Hawaii's General Excise Tax is the state's equivalent of a sales tax — except it taxes the SELLER on gross revenue, not the buyer on the price. The rate is 4.0% statewide, plus a 0.5% Honolulu county surcharge for work on Oahu. Total: 4.5% on Oahu, 4.0% on the neighbor islands.

Critically, it's a gross tax. If you invoice a client $100,000 for a job, you owe GET on $100,000 — not on your profit, not on your net. This is brutal for general contractors who pay 60-80% of their invoice straight back out to subs.

Enter §237-13(3)(B)

The statute lets a GC deduct the amount paid to subcontractors from the gross income subject to GET, IF the subs also paid GET on the same money. The intent is to avoid taxing the same dollar twice as it moves through the contracting chain.

In practice:

  • You invoice the client $100,000.
  • You pay 6 different subs a total of $60,000.
  • All 6 subs file GET on their $60,000 portion.
  • You file GET on $100,000 - $60,000 = $40,000.
  • Without the deduction: $100,000 × 4.5% = $4,500 owed.

    With the deduction: $40,000 × 4.5% = $1,800 owed.

    That's $2,700 saved on a $100K job. On a year of 10 jobs, you're looking at $27K — real money.

    What counts as a deductible sub payment?

    The sub must:

  • Have a valid Hawaii GET license.
  • File and pay GET on the payment they received from you.
  • Have performed the work as a subcontractor on your project (not as a material supplier — that's a different deduction).
  • If any of those conditions fails, you can't deduct the payment.
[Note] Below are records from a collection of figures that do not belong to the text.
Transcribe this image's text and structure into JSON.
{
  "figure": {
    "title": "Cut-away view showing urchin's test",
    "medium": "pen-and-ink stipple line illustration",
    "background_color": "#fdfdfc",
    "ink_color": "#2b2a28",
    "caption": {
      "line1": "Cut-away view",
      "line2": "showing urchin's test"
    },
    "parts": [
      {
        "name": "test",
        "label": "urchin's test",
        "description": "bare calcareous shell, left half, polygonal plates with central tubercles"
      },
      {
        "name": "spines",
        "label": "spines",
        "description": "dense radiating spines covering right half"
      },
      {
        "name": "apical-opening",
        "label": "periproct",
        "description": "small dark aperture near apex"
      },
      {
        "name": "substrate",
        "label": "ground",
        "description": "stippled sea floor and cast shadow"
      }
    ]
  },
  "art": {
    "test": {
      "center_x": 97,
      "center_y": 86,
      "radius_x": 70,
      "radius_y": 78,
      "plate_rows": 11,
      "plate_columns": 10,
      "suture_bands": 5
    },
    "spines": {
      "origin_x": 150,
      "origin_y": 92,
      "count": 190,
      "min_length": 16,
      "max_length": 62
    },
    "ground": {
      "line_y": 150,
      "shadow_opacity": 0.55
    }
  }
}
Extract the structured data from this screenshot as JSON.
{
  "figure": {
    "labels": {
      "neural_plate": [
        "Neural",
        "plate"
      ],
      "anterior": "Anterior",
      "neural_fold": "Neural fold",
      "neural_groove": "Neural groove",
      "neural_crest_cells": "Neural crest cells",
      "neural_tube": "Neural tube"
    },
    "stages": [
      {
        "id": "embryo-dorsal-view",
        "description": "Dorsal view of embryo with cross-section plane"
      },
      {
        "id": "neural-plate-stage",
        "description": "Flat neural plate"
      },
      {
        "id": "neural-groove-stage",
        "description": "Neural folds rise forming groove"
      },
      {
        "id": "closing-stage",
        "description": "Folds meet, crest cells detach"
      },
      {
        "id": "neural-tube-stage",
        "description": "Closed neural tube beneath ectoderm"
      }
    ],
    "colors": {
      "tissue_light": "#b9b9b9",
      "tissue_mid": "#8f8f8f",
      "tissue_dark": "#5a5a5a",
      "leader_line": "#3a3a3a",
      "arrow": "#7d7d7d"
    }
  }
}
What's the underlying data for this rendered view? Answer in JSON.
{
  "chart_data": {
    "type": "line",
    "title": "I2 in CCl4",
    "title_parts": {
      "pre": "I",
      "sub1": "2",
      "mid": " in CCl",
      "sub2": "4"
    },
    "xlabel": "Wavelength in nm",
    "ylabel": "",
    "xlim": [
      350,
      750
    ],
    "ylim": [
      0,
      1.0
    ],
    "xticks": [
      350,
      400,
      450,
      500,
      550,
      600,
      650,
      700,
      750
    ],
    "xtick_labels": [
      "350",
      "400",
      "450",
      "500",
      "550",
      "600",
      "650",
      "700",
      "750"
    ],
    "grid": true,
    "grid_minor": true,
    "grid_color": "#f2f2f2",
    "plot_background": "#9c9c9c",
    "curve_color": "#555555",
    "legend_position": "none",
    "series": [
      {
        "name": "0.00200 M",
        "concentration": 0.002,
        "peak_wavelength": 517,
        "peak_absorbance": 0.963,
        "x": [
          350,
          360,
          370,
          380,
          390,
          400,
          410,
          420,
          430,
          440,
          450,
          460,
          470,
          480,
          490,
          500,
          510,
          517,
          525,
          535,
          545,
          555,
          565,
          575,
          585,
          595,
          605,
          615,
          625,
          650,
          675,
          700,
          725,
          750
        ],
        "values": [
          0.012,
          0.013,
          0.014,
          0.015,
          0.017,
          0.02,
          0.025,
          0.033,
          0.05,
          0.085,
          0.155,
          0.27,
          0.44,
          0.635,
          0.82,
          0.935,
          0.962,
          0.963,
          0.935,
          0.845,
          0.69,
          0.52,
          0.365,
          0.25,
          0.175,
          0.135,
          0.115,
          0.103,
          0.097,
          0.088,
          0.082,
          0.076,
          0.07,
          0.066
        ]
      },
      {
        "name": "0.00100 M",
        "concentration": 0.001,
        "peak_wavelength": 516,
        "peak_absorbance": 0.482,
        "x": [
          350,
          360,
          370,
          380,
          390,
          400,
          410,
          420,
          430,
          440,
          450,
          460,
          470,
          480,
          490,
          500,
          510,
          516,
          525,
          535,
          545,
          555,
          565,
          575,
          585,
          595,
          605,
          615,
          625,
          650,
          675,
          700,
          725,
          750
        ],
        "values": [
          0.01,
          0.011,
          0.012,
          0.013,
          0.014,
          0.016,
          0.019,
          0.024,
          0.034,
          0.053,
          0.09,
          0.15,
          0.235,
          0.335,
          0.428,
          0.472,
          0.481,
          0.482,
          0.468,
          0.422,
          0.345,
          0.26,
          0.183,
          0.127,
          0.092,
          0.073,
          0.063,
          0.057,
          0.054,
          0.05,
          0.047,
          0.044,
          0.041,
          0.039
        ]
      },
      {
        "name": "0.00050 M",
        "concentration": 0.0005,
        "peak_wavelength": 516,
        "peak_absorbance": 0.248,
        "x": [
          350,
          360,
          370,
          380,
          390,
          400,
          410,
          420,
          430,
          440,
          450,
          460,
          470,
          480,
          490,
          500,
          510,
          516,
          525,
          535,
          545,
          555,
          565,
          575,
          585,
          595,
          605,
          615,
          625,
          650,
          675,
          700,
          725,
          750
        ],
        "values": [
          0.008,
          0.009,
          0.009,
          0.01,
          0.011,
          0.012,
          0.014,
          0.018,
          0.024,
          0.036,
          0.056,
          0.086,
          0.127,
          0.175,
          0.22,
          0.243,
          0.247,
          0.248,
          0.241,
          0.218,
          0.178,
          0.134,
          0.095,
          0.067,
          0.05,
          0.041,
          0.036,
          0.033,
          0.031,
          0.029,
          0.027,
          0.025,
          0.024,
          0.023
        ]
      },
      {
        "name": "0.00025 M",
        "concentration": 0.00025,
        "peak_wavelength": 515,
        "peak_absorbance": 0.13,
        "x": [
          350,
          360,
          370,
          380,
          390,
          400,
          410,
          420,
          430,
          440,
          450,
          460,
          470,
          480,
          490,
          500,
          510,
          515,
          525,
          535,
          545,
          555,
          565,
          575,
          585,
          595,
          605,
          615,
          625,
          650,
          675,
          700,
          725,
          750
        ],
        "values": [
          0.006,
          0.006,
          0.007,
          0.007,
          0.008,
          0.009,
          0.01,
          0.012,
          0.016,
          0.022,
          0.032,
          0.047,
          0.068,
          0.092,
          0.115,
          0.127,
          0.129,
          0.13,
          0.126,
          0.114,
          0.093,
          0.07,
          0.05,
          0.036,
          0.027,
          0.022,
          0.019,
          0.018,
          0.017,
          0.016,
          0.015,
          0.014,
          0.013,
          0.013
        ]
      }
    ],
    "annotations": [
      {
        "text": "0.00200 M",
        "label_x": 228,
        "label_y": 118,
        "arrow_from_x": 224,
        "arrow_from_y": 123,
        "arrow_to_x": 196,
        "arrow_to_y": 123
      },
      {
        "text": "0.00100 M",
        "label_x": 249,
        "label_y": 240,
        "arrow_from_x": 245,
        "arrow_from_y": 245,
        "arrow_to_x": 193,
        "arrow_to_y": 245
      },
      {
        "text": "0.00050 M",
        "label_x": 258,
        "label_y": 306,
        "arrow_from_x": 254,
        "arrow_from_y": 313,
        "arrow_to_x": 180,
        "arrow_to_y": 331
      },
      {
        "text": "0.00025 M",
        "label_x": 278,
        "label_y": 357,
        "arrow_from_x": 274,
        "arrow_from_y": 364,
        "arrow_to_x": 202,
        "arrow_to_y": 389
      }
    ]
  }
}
If you deduct and the state audits and the sub didn't actually pay their GET, you're on the hook for the back-tax plus penalties.

    What doesn't count

  • Material purchases. Lumber, drywall, cabinets — those are §237-13(3)(C) "wholesale to retail" deductions, not §237-13(3)(B). Different rules, different paperwork.
  • Employees. Paying your own W-2 employees isn't a sub deduction. They're inside your gross.
  • Subs without GET licenses. Some side-hustle contractors operate without a license. You can pay them, but you can't deduct the payment.
  • Subs out of state. A California fabricator who ships you a custom cabinet doesn't file Hawaii GET — so you can't deduct that payment either.
  • How to track it for the auditor

    The state will ask you for sub records during any GET audit. What you need to keep, per sub, per project:

  • Sub's name, GET license number, and address. All three.
  • Project name + address. Tie the payment to the job.
  • Invoice number + date + amount paid.
  • Method of payment (check number, ACH ref, etc.).
  • A signed copy of the sub's W-9 + GET license. Get this BEFORE the first payment.
  • If you can produce this on demand for any payment, your deduction stands. If you can't, expect the deduction to be denied and a penalty assessed.
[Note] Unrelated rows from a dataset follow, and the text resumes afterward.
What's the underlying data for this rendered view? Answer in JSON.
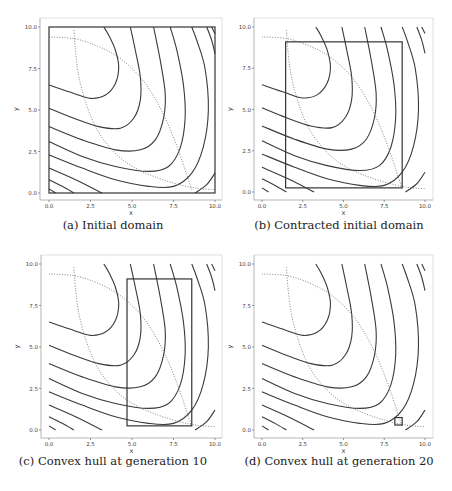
{
  "figure": {
    "panels": [
      {
        "id": "a",
        "caption": "(a) Initial domain",
        "region": {
          "x0": 0,
          "x1": 10,
          "y0": 0,
          "y1": 10
        }
      },
      {
        "id": "b",
        "caption": "(b) Contracted initial domain",
        "region": {
          "x0": 1.45,
          "x1": 8.6,
          "y0": 0.25,
          "y1": 9.1
        }
      },
      {
        "id": "c",
        "caption": "(c) Convex hull at generation 10",
        "region": {
          "x0": 4.7,
          "x1": 8.6,
          "y0": 0.25,
          "y1": 9.1
        }
      },
      {
        "id": "d",
        "caption": "(d) Convex hull at generation 20",
        "region": {
          "x0": 8.15,
          "x1": 8.6,
          "y0": 0.3,
          "y1": 0.75
        }
      }
    ]
  },
  "chart_data": [
    {
      "type": "line",
      "title": "(a) Initial domain",
      "xlabel": "x",
      "ylabel": "y",
      "xlim": [
        0,
        10
      ],
      "ylim": [
        0,
        10
      ],
      "xticks": [
        "0.0",
        "2.5",
        "5.0",
        "7.5",
        "10.0"
      ],
      "yticks": [
        "0.0",
        "2.5",
        "5.0",
        "7.5",
        "10.0"
      ],
      "grid": false,
      "rectangle": {
        "x0": 0,
        "x1": 10,
        "y0": 0,
        "y1": 10
      }
    },
    {
      "type": "line",
      "title": "(b) Contracted initial domain",
      "xlabel": "x",
      "ylabel": "y",
      "xlim": [
        0,
        10
      ],
      "ylim": [
        0,
        10
      ],
      "xticks": [
        "0.0",
        "2.5",
        "5.0",
        "7.5",
        "10.0"
      ],
      "yticks": [
        "0.0",
        "2.5",
        "5.0",
        "7.5",
        "10.0"
      ],
      "grid": false,
      "rectangle": {
        "x0": 1.45,
        "x1": 8.6,
        "y0": 0.25,
        "y1": 9.1
      }
    },
    {
      "type": "line",
      "title": "(c) Convex hull at generation 10",
      "xlabel": "x",
      "ylabel": "y",
      "xlim": [
        0,
        10
      ],
      "ylim": [
        0,
        10
      ],
      "xticks": [
        "0.0",
        "2.5",
        "5.0",
        "7.5",
        "10.0"
      ],
      "yticks": [
        "0.0",
        "2.5",
        "5.0",
        "7.5",
        "10.0"
      ],
      "grid": false,
      "rectangle": {
        "x0": 4.7,
        "x1": 8.6,
        "y0": 0.25,
        "y1": 9.1
      }
    },
    {
      "type": "line",
      "title": "(d) Convex hull at generation 20",
      "xlabel": "x",
      "ylabel": "y",
      "xlim": [
        0,
        10
      ],
      "ylim": [
        0,
        10
      ],
      "xticks": [
        "0.0",
        "2.5",
        "5.0",
        "7.5",
        "10.0"
      ],
      "yticks": [
        "0.0",
        "2.5",
        "5.0",
        "7.5",
        "10.0"
      ],
      "grid": false,
      "rectangle": {
        "x0": 8.15,
        "x1": 8.6,
        "y0": 0.3,
        "y1": 0.75
      }
    }
  ],
  "contours": [
    [
      [
        0,
        6.5
      ],
      [
        1.5,
        6.0
      ],
      [
        2.5,
        5.7
      ],
      [
        3.4,
        5.9
      ],
      [
        4.0,
        6.6
      ],
      [
        4.2,
        7.6
      ],
      [
        4.0,
        8.6
      ],
      [
        3.6,
        9.5
      ],
      [
        3.3,
        10
      ]
    ],
    [
      [
        0,
        5.1
      ],
      [
        1.5,
        4.5
      ],
      [
        3.0,
        4.0
      ],
      [
        4.3,
        3.9
      ],
      [
        5.1,
        4.5
      ],
      [
        5.5,
        5.6
      ],
      [
        5.5,
        7.0
      ],
      [
        5.2,
        8.6
      ],
      [
        4.9,
        10
      ]
    ],
    [
      [
        0,
        4.0
      ],
      [
        2.0,
        3.2
      ],
      [
        4.0,
        2.6
      ],
      [
        5.5,
        2.6
      ],
      [
        6.4,
        3.2
      ],
      [
        6.9,
        4.5
      ],
      [
        7.0,
        6.0
      ],
      [
        6.7,
        8.0
      ],
      [
        6.3,
        10
      ]
    ],
    [
      [
        0,
        3.1
      ],
      [
        2.0,
        2.2
      ],
      [
        4.0,
        1.6
      ],
      [
        6.0,
        1.3
      ],
      [
        7.2,
        1.6
      ],
      [
        7.9,
        2.7
      ],
      [
        8.2,
        4.5
      ],
      [
        8.1,
        6.5
      ],
      [
        7.7,
        8.6
      ],
      [
        7.3,
        10
      ]
    ],
    [
      [
        0,
        2.3
      ],
      [
        2.0,
        1.5
      ],
      [
        4.0,
        0.8
      ],
      [
        6.0,
        0.4
      ],
      [
        7.5,
        0.4
      ],
      [
        8.6,
        1.2
      ],
      [
        9.3,
        2.8
      ],
      [
        9.6,
        5.0
      ],
      [
        9.4,
        7.5
      ],
      [
        8.9,
        9.2
      ],
      [
        8.6,
        10
      ]
    ],
    [
      [
        0,
        1.5
      ],
      [
        1.6,
        0.8
      ],
      [
        3.2,
        0.0
      ]
    ],
    [
      [
        8.8,
        0.0
      ],
      [
        9.5,
        0.5
      ],
      [
        10,
        1.2
      ]
    ],
    [
      [
        9.5,
        10
      ],
      [
        9.8,
        9.2
      ],
      [
        10,
        8.4
      ]
    ],
    [
      [
        0,
        0.8
      ],
      [
        0.8,
        0.4
      ],
      [
        1.5,
        0.0
      ]
    ],
    [
      [
        0,
        0.25
      ],
      [
        0.4,
        0.0
      ]
    ],
    [
      [
        9.8,
        10
      ],
      [
        10,
        9.6
      ]
    ]
  ],
  "dotted_curves": [
    [
      [
        0,
        9.4
      ],
      [
        1.5,
        9.3
      ],
      [
        2.8,
        8.9
      ],
      [
        4.0,
        8.3
      ],
      [
        5.0,
        7.5
      ],
      [
        5.8,
        6.6
      ],
      [
        6.5,
        5.5
      ],
      [
        7.1,
        4.3
      ],
      [
        7.6,
        3.1
      ],
      [
        8.0,
        2.0
      ],
      [
        8.3,
        1.1
      ],
      [
        8.6,
        0.2
      ]
    ],
    [
      [
        1.5,
        9.8
      ],
      [
        1.6,
        8.5
      ],
      [
        1.8,
        7.0
      ],
      [
        2.2,
        5.5
      ],
      [
        2.7,
        4.2
      ],
      [
        3.3,
        3.2
      ],
      [
        4.2,
        2.2
      ],
      [
        5.2,
        1.5
      ],
      [
        6.3,
        1.0
      ],
      [
        7.5,
        0.6
      ],
      [
        8.8,
        0.3
      ],
      [
        10,
        0.2
      ]
    ]
  ]
}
    The Act 50 PTET wrinkle (post-2024)

    Act 50 of the 2023 legislative session created a pass-through entity tax election that affects how S-corp and LLC contractors handle GET on a federal vs state level. The short version: electing PTET can offset some of your federal income tax liability, but it doesn't change your GET obligation. Don't confuse the two.
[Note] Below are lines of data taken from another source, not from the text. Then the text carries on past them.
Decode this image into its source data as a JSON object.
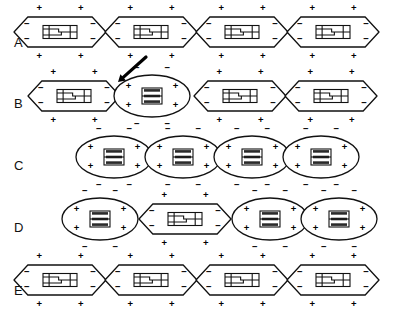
{
  "figure": {
    "width": 397,
    "height": 315,
    "background_color": "#ffffff",
    "line_color": "#111111"
  },
  "legend_symbols": {
    "positive": "+",
    "negative": "−",
    "positive_name": "plus-charge",
    "negative_name": "minus-charge"
  },
  "rows": [
    {
      "label": "A",
      "label_y": 47,
      "description": "All four cells polarized and relaxed (elongated lens shape, plus charges outside, minus charges inside)",
      "baseline_y": 32,
      "start_x": 14,
      "cells": [
        {
          "state": "relaxed",
          "shape": "lens",
          "outer_sign": "+",
          "inner_sign": "−",
          "cx": 60,
          "rx": 46,
          "ry": 15
        },
        {
          "state": "relaxed",
          "shape": "lens",
          "outer_sign": "+",
          "inner_sign": "−",
          "cx": 151,
          "rx": 46,
          "ry": 15
        },
        {
          "state": "relaxed",
          "shape": "lens",
          "outer_sign": "+",
          "inner_sign": "−",
          "cx": 242,
          "rx": 46,
          "ry": 15
        },
        {
          "state": "relaxed",
          "shape": "lens",
          "outer_sign": "+",
          "inner_sign": "−",
          "cx": 333,
          "rx": 46,
          "ry": 15
        }
      ]
    },
    {
      "label": "B",
      "label_y": 108,
      "description": "Second cell depolarized and contracting (round shape, minus charges outside, plus charges inside); arrow indicates the stimulated cell",
      "baseline_y": 96,
      "start_x": 28,
      "cells": [
        {
          "state": "relaxed",
          "shape": "lens",
          "outer_sign": "+",
          "inner_sign": "−",
          "cx": 74,
          "rx": 46,
          "ry": 15
        },
        {
          "state": "contracted",
          "shape": "round",
          "outer_sign": "−",
          "inner_sign": "+",
          "cx": 152,
          "rx": 38,
          "ry": 21
        },
        {
          "state": "relaxed",
          "shape": "lens",
          "outer_sign": "+",
          "inner_sign": "−",
          "cx": 240,
          "rx": 46,
          "ry": 15
        },
        {
          "state": "relaxed",
          "shape": "lens",
          "outer_sign": "+",
          "inner_sign": "−",
          "cx": 331,
          "rx": 46,
          "ry": 15
        }
      ]
    },
    {
      "label": "C",
      "label_y": 170,
      "description": "All four cells depolarized and fully contracted; chain is shortest",
      "baseline_y": 157,
      "start_x": 76,
      "cells": [
        {
          "state": "contracted",
          "shape": "round",
          "outer_sign": "−",
          "inner_sign": "+",
          "cx": 114,
          "rx": 38,
          "ry": 21
        },
        {
          "state": "contracted",
          "shape": "round",
          "outer_sign": "−",
          "inner_sign": "+",
          "cx": 183,
          "rx": 38,
          "ry": 21
        },
        {
          "state": "contracted",
          "shape": "round",
          "outer_sign": "−",
          "inner_sign": "+",
          "cx": 252,
          "rx": 38,
          "ry": 21
        },
        {
          "state": "contracted",
          "shape": "round",
          "outer_sign": "−",
          "inner_sign": "+",
          "cx": 321,
          "rx": 38,
          "ry": 21
        }
      ]
    },
    {
      "label": "D",
      "label_y": 232,
      "description": "Second cell has repolarized and relaxed while the others remain contracted",
      "baseline_y": 219,
      "start_x": 62,
      "cells": [
        {
          "state": "contracted",
          "shape": "round",
          "outer_sign": "−",
          "inner_sign": "+",
          "cx": 100,
          "rx": 38,
          "ry": 21
        },
        {
          "state": "relaxed",
          "shape": "lens",
          "outer_sign": "+",
          "inner_sign": "−",
          "cx": 185,
          "rx": 46,
          "ry": 15
        },
        {
          "state": "contracted",
          "shape": "round",
          "outer_sign": "−",
          "inner_sign": "+",
          "cx": 270,
          "rx": 38,
          "ry": 21
        },
        {
          "state": "contracted",
          "shape": "round",
          "outer_sign": "−",
          "inner_sign": "+",
          "cx": 339,
          "rx": 38,
          "ry": 21
        }
      ]
    },
    {
      "label": "E",
      "label_y": 295,
      "description": "All four cells repolarized and relaxed again, returning to the resting state of row A",
      "baseline_y": 280,
      "start_x": 14,
      "cells": [
        {
          "state": "relaxed",
          "shape": "lens",
          "outer_sign": "+",
          "inner_sign": "−",
          "cx": 60,
          "rx": 46,
          "ry": 15
        },
        {
          "state": "relaxed",
          "shape": "lens",
          "outer_sign": "+",
          "inner_sign": "−",
          "cx": 151,
          "rx": 46,
          "ry": 15
        },
        {
          "state": "relaxed",
          "shape": "lens",
          "outer_sign": "+",
          "inner_sign": "−",
          "cx": 242,
          "rx": 46,
          "ry": 15
        },
        {
          "state": "relaxed",
          "shape": "lens",
          "outer_sign": "+",
          "inner_sign": "−",
          "cx": 333,
          "rx": 46,
          "ry": 15
        }
      ]
    }
  ],
  "annotations": [
    {
      "name": "stimulus-arrow",
      "type": "arrow",
      "points_to_row": "B",
      "points_to_cell_index": 1,
      "x1": 146,
      "y1": 57,
      "x2": 118,
      "y2": 82
    }
  ]
}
    If you're operating as an S-corp or multi-member LLC and you haven't talked to a Hawaii CPA about PTET, you should. It's worth the appointment.

    How BlueWave Projects handles this

    We built the sub deduction directly into the BlueWave Projects invoice + sub tracking flow. When you log a sub payment, the system:

  • Captures the sub's GET license number and W-9 reference.
  • Tags the payment as §237-13(3)(B) eligible.
  • Generates a year-end summary report you (or your CPA) hand to the state auditor.
  • The GET deduction is computed automatically on every invoice. You see your post-deduction GET liability before you hit "send." It's the kind of thing that should have been baked into contractor software a decade ago — we built it because we needed it for our own jobs.

    Want to try it? [Book a demo](/booking). Hawaii tax handling is wired in on every plan.